327 “Education institution selection, admissions, or financial aid” associated with financial aid, which Claim dependent, must be considered for 705/8 resource distribution means, financial operations in 705/30 and 705/35.

328 “Career enhancement or continuing education service” deals with the institutions analysis related to continuing education services, including career changes and credits given for work experience.

Next is 329 “Fundraising Management”, which has been defined as “Subject matter drawn to a computerized arrangement for a system for developing, organizing or monitoring the organized activity of soliciting and collecting money for a nonprofit or political organization” which is first a 705/7 operational process, developing, organizing or monitoring the organized activity, which may claims financial resource allocation operations that fall into 705/8. Some can be in 705/30 and 705/35.

Subclass 330 “Shipping”, has been defined as “Subject matter drawn to a computerized arrangement for the delivery of goods or items between parties, or for the monitoring of the status of that delivery”. Again, this is subject matter that will stop in 705/7 array, most in 705/8 administrative arrangement for the delivery of goods or items between parties or scheduling for shipping goods or items between parties.
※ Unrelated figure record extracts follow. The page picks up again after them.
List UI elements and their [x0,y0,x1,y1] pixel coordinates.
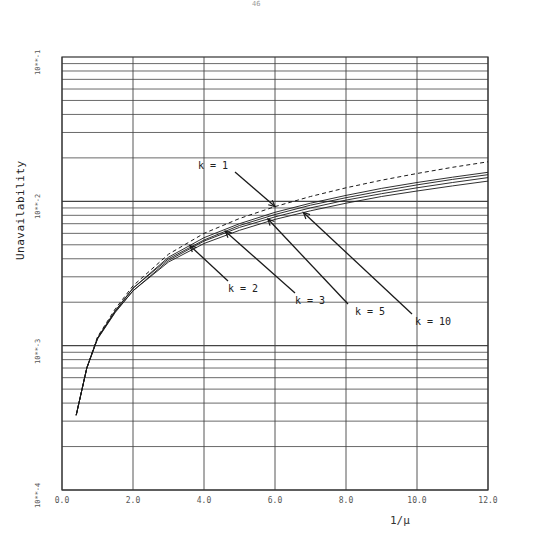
chart-plot-area [0,0,534,554]
annotation-arrows [190,172,412,314]
y-tick-label: 10**-1 [34,50,42,75]
annotation-k5: k = 5 [355,306,385,317]
annotation-k2: k = 2 [228,283,258,294]
annotation-k3: k = 3 [295,295,325,306]
x-tick-label: 12.0 [478,496,497,505]
x-tick-label: 4.0 [197,496,211,505]
y-tick-label: 10**-2 [34,194,42,219]
series-k2 [76,172,488,415]
x-tick-label: 0.0 [55,496,69,505]
y-axis-label: Unavailability [14,140,28,260]
data-series [76,162,488,415]
annotation-k10: k = 10 [415,316,451,327]
x-tick-label: 6.0 [268,496,282,505]
annotation-k1: k = 1 [198,160,228,171]
series-k1 [76,162,488,415]
series-k5 [76,178,488,416]
x-tick-label: 2.0 [126,496,140,505]
x-axis-label: 1/μ [390,514,410,527]
series-k10 [76,181,488,415]
y-tick-label: 10**-4 [34,483,42,508]
x-tick-label: 8.0 [339,496,353,505]
x-tick-label: 10.0 [407,496,426,505]
y-tick-label: 10**-3 [34,338,42,363]
grid-lines [62,57,488,490]
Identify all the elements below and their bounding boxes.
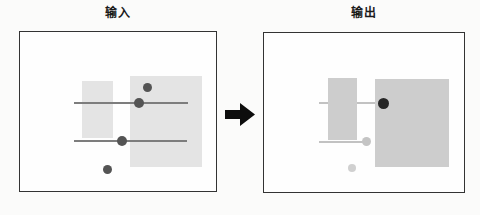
output-dot-light-on-line (362, 137, 371, 146)
figure-stage: 输入 输出 (0, 0, 480, 215)
output-dot-light-lower (348, 164, 356, 172)
input-dot-lower (103, 165, 112, 174)
input-large-gray-region (130, 76, 202, 167)
input-dot-on-top-line (134, 98, 144, 108)
output-dot-dark (378, 98, 389, 109)
input-dot-upper (143, 83, 152, 92)
output-small-gray-region (328, 78, 357, 140)
input-top-line (74, 102, 188, 104)
input-small-gray-region (82, 81, 113, 138)
input-dot-on-bottom-line (117, 136, 127, 146)
output-large-gray-region (375, 79, 449, 167)
shapes-layer (0, 0, 480, 215)
input-bottom-line (74, 140, 187, 142)
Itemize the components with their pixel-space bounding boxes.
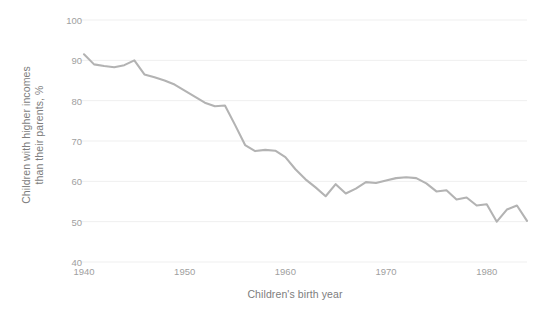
data-series-line bbox=[84, 54, 527, 221]
y-axis-tick-label: 90 bbox=[56, 55, 82, 66]
chart-container: Children with higher incomes than their … bbox=[0, 0, 536, 323]
x-axis-title: Children's birth year bbox=[60, 288, 530, 300]
x-axis-tick-label: 1950 bbox=[165, 266, 205, 277]
x-axis-tick-label: 1940 bbox=[64, 266, 104, 277]
x-axis-title-text: Children's birth year bbox=[247, 288, 342, 300]
y-axis-tick-label: 50 bbox=[56, 216, 82, 227]
x-axis-tick-label: 1960 bbox=[265, 266, 305, 277]
y-axis-tick-label: 70 bbox=[56, 136, 82, 147]
y-axis-tick-label: 80 bbox=[56, 95, 82, 106]
x-axis-tick-label: 1970 bbox=[366, 266, 406, 277]
gridlines bbox=[80, 20, 527, 262]
y-axis-tick-label: 60 bbox=[56, 176, 82, 187]
y-axis-tick-label: 100 bbox=[56, 15, 82, 26]
x-axis-tick-label: 1980 bbox=[467, 266, 507, 277]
NOTE: All the 2 Dot indents to 330 that follow must first include arrangement for the delivery of goods or items between parties, or for the monitoring of the status of that delivery, and also claim detail that is defined in a Subclass below:

331, “Overseas transaction”, covers shipping a resource internationally, and could include administrative operations for security, inspections and bounding procedures for shipped goods.

332, “Special goods or handling procedure”, covers any unique requirement for the resource being shipped, such as required environmental conditions during transit, shock prevention during transport, shipping time associated with product life cycle such as for foods, medical commodities, etc.

333, “Tracking”, which covers methodology for tracking shipped resources that are in-transit, by the carrier or by a client/recipient.

334 “Choice of carrier”, covers analysis applied to picking a specific carrier for shipping, which may be an internal process or a process done by the client/recipient, which moves to the 3 Dot indent 335 “Pricing” if price is claimed as a determining factor for the carrier choice.

336, “Relationship between shipper or supplier and a carrier”, which is defined as “…computerized arrangement directed at handling the transactions between a shipper or supplier of goods and the carrier who will deliver the goods” that are for the delivery of goods or items between parties or for the monitoring of the status of that delivery”. Note that 333 “Tracking” operations stop higher.

337 “Carrier internal procedure” for delivery of goods, which is very broad, with a 3 Dot indent, 338, “Routing method”, where the internal procedure for delivery of goods is applied to methodology for routing the resource being shipped.

339 “Central recipient pick-up” cover methods for shipping to a central location where the methodology further includes means for the recipient of the goods to pick up the shipped product.

340 “Return transaction” for processes of sending of received goods back to a supplier or manufacturer.

341 “Historical data”, that from the Definition is “…information collected in shipping transactions such as customer data, established routes, load history and cost information” that is applied to arrangement for the delivery of goods or tracking status of that delivery.

Mike Bowman will cover in Part 4 705/342-344, 345, 346, 347, 348, which cover management of business documents, business data distribution, subscriber document publication, employee and customer communications, means for business rating and business modeling. I will follow that up with Part 5, covering 705/901-912: Digital rights management.

Business Methods Monday is the work of Sean Henderson and Mike Bowman. The delay in posting this week's update is mine.